I'm trying to import some variables into a .vue component but it won't work, and I suspect a bad configuration of webpack...
.vue
<style scoped lang="scss">
@import "variables";
...
config.js
...
{
test: /\.vue$/,
loader: 'vue-loader',
options: {
loaders: {
'sass-loader': {
data: '@import "variables";',
includePaths: [
// yes, I've tested different paths with no luck...
'/src/scss',
'./src/scss',
path.resolve(__dirname, '/src/scss'),
path.resolve(__dirname, './src/scss')
]
},
},
}
},
...
I see many other have this kind of need, wonder if you ever find a solution. It is nice to have sass into templates, but without variables is pretty useless... (sure, I can just put the absolute path, it works but that's a bad practice thought...)
I just tackled this in my current project, so here's the relevant section of my working webpack config:
test: /\.vue$/,
loader: 'vue-loader',
options: {
esModule: true,
loaders: {
sass: [ 'vue-style-loader',
'css-loader',
{
loader: 'sass-loader',
options: {
indentedSyntax: true;
data: '@import "variables";',
includePaths: [
'src/styles',
],
},
},
],
scss: [ 'vue-style-loader',
'css-loader',
{
loader: 'sass-loader',
options: {
data: '@import "variables";',
includePaths: [
'src/styles',
],
},
},
],
The loaders are keyed by the file type or language tag in the vue file, then the language specific loader list is assigned. If you're only using sass or scss exclusively, you can use the default for (or drop) the other.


(DIRECTIONS FOR THIS TASK):
Repeat the listing word for word. No pictures belong in the copy.

(MATERIAL FOR THIS EXERCISE):
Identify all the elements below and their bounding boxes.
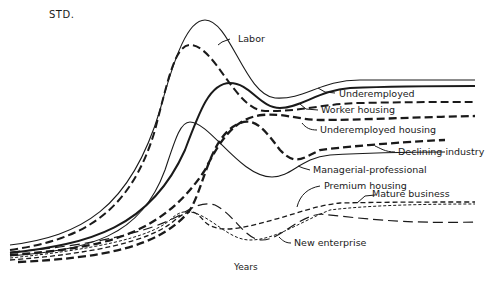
leader-new-enterprise <box>279 237 291 243</box>
label-labor: Labor <box>238 33 265 44</box>
label-managerial-professional: Managerial-professional <box>313 164 427 175</box>
leader-managerial-professional <box>298 166 310 170</box>
leader-labor <box>218 39 230 45</box>
label-underemployed: Underemployed <box>339 88 415 99</box>
leader-declining-industry <box>375 146 395 152</box>
label-declining-industry: Declining industry <box>398 146 485 157</box>
label-new-enterprise: New enterprise <box>294 237 367 248</box>
label-underemployed-housing: Underemployed housing <box>320 124 436 135</box>
leader-underemployed-housing <box>302 123 317 130</box>
series-new-enterprise <box>10 204 475 252</box>
chart-plot: Labor Underemployed Worker housing Under… <box>0 0 486 283</box>
leader-premium-housing <box>297 186 320 207</box>
label-worker-housing: Worker housing <box>321 104 395 115</box>
label-mature-business: Mature business <box>372 188 450 199</box>
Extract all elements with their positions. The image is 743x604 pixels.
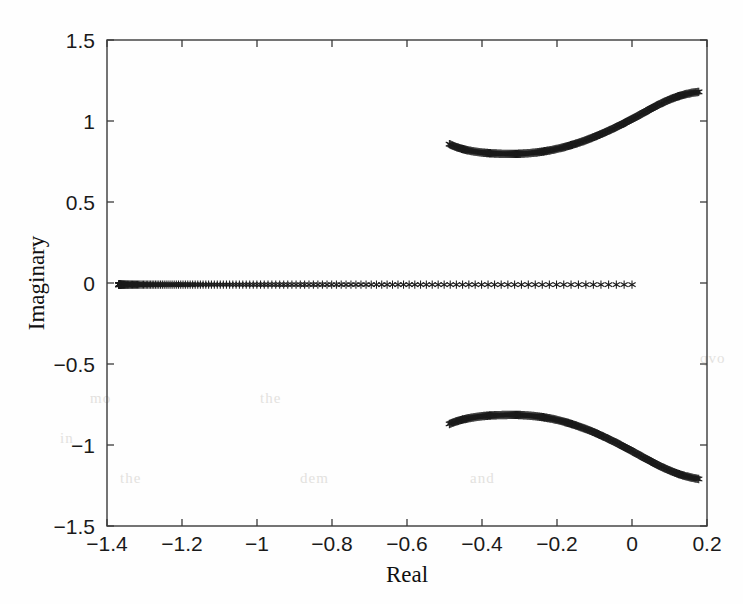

(ANSWER TO THIS PROBLEM):
Identify all the elements below and their bounding boxes.
leader-new-enterprise <box>279 237 291 243</box>
label-labor: Labor <box>238 33 265 44</box>
label-managerial-professional: Managerial-professional <box>313 164 427 175</box>
leader-managerial-professional <box>298 166 310 170</box>
leader-labor <box>218 39 230 45</box>
label-underemployed: Underemployed <box>339 88 415 99</box>
leader-declining-industry <box>375 146 395 152</box>
label-declining-industry: Declining industry <box>398 146 485 157</box>
label-new-enterprise: New enterprise <box>294 237 367 248</box>
label-underemployed-housing: Underemployed housing <box>320 124 436 135</box>
leader-underemployed-housing <box>302 123 317 130</box>
series-new-enterprise <box>10 204 475 252</box>
chart-plot: Labor Underemployed Worker housing Under… <box>0 0 486 283</box>
leader-premium-housing <box>297 186 320 207</box>
label-worker-housing: Worker housing <box>321 104 395 115</box>
label-mature-business: Mature business <box>372 188 450 199</box>
Extract all elements with their positions. The image is 743x604 pixels.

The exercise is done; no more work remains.